Complaint of Libel, The Alger Case

Publication
Whitby Chronicle, 24 Apr 1896, p. 4
Description
Featured Link
Media Type
Newspaper
Text
Date of Publication
24 Apr 1896
Language of Item
English
Copyright Statement
Copyright status unknown. Responsibility for determining the copyright status and any use rests exclusively with the user.
Contact
Whitby Public Library
Email:archives@whitbylibrary.ca
Website:
Agency street/mail address:

405 Dundas Street West, Whitby, Ontario L1N 6A1

For inquires about any newspaper content please contact askreference@whitbylibrary.ca

Full Text

On behalf of Dr. W. F. Eastwood, Claremont, Messrs. Dickson & Johnston, Toronto, have notified The Chronicle of their intention to take action against us for libel on following sentences printed in an editorial in this journal of March 27th last.

“He (Alger) tried to place $17,000 life insurance on his dying wife whom he knew to be in the last stages of consumption. He applied for big risks on his daughters life, his own, and rushed his hired men into taking risks. He did a land office business, and for a time was the hub of the mighty graveyard insurance fraud’s which have come to light in Pickering Township. The agents vied with each other in catering to his rapacious desire for policies, while the doctors wrote down and certified to whatever answers he deemed necessary to carry out his schemes. They are all trying to get out of it now, by hook or by crook, and it looks as if he will have to suffer for all the gang as well as himself.”

“As to the part taken in these insurance vagaries and frauds by Dr. Francey, Dr. Eastwood and Henry Trull, we have their own admissions,and we are able to form strong opinions. A jury of 12 found Alger guilty, but the greater jury, the public, knows that he should not have been sent to penitentiary alone. With two doctors from different points swearing in court that they believe it is perfectly honorable to make false reports to deceive those who are dying and went to rob an insurance company with their last breath, it is no wonder Pickering Township is said to be reeking with graveyard insurance.”

Messers Dickson & Johnston do not point out the particular statements to which they take exception, and we are only able to analyze the matter from conjecture, which we shall do as fairly as possible. In the first paragraph it is stated that the doctors wrote down and certified to whatever answers Alger deemed necessary to carry out his scheme and that Alger and all the rest are trying to get out of it by hook or crook. Alger tried to get out of it by denying everything. Francey by running Queen’s evidence. Dr. Eastwood, by bringing to light his confidential letters to the London & Lancashire Insurance Company, exposing the whole fraud and informing the company that his examination of Mrs. Alger was incorrect. In an editorial summary of the case on March 20th, The Chronicle, stated that Dr. Eastwood at once warned the L. & L. Company that a fraud was being attempted, and not to accept his examination as final. We have never tried to make it appear that Dr. Eastwood sought to defraud a company or anybody else, but that he wrote down such answers as led Alger to expect this would be the result. In our comments of March 27th, we assumed that our readers knew the facts, which we had then fully reported in The Chronicle, and knew that Francey was escaping penitentiary by turning Queen’s evidence, which clearly explains why we held that Alger should not have gone to penitentiary alone. We think so still, and Francey admitted so repeatedly.

As to the second paragraph quoted we have Dr. Eastwood’s admission, and that he made an untrue examination we have also a statement of his motive, which was to protect the insurance company. He also admits that he believes a doctor may properly mislead a person who is unfit for insurance where practice is at stake, provided he makes a private report to the insurance company stating the facts. It may be professional expedient to do so, but we cannot subscribe to such a code of morals. Judge Falconbridge dissented from Dr. Eastwood’s line of reasoning on this point. We have Dr. Francey’s admission that he did not make private reports to the companies about his crooked

examinations, and that Mrs. Alger was deceived by it, and we have also Dr. Eastwood’s that he and Alger came to an understanding as to the untrue nature of his report, whilst Mrs. Alger was outside the room.

We neither in the articles complained of nor any other article charged any intent or desire to commit fraud on the point of Dr. Eastwood, and have all the times given prominence to the fact that he claimed to be protecting the company against fraud. The files of The Chronicle will satisfy any person on this point. In the whole of the article complained of, we had but one end in view: that of commenting on the Alger Case, as it appeared from the evidence brought out at the trial in such a way as would tend to do away with the shady class of insurance deals which are so much talked of, and had no desire to make any man’s case look unnecessarily bad.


What the exercise asks =>
Each line that includes the word "average" should be copied from the records.
┌──
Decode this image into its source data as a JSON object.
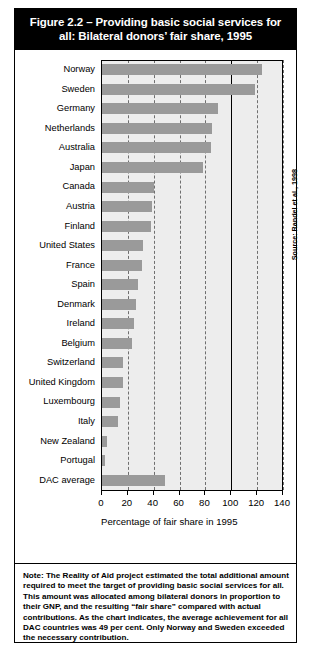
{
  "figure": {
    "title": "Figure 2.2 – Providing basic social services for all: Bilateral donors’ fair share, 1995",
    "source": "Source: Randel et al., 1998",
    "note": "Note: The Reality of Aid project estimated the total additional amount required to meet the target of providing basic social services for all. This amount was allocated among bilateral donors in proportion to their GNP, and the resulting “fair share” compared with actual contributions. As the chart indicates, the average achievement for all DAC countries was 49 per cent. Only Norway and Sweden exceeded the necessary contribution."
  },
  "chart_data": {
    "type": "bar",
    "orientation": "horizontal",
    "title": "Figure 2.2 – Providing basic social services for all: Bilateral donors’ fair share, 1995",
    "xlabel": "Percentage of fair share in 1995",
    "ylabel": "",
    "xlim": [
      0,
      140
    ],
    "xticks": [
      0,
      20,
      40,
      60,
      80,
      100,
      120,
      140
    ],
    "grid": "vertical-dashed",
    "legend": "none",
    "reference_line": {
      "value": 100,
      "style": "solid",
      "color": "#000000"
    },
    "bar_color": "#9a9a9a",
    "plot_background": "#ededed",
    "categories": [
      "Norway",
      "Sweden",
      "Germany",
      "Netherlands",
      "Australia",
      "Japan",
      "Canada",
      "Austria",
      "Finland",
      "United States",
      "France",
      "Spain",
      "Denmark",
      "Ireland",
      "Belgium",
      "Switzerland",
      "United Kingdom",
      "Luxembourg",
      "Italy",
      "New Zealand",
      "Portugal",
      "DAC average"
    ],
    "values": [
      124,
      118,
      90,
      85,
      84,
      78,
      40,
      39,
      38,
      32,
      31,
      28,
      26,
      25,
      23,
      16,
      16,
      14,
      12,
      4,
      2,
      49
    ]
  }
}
└──
Answer section =>
    "note": "Note: The Reality of Aid project estimated the total additional amount required to meet the target of providing basic social services for all. This amount was allocated among bilateral donors in proportion to their GNP, and the resulting “fair share” compared with actual contributions. As the chart indicates, the average achievement for all DAC countries was 49 per cent. Only Norway and Sweden exceeded the necessary contribution."
      "DAC average"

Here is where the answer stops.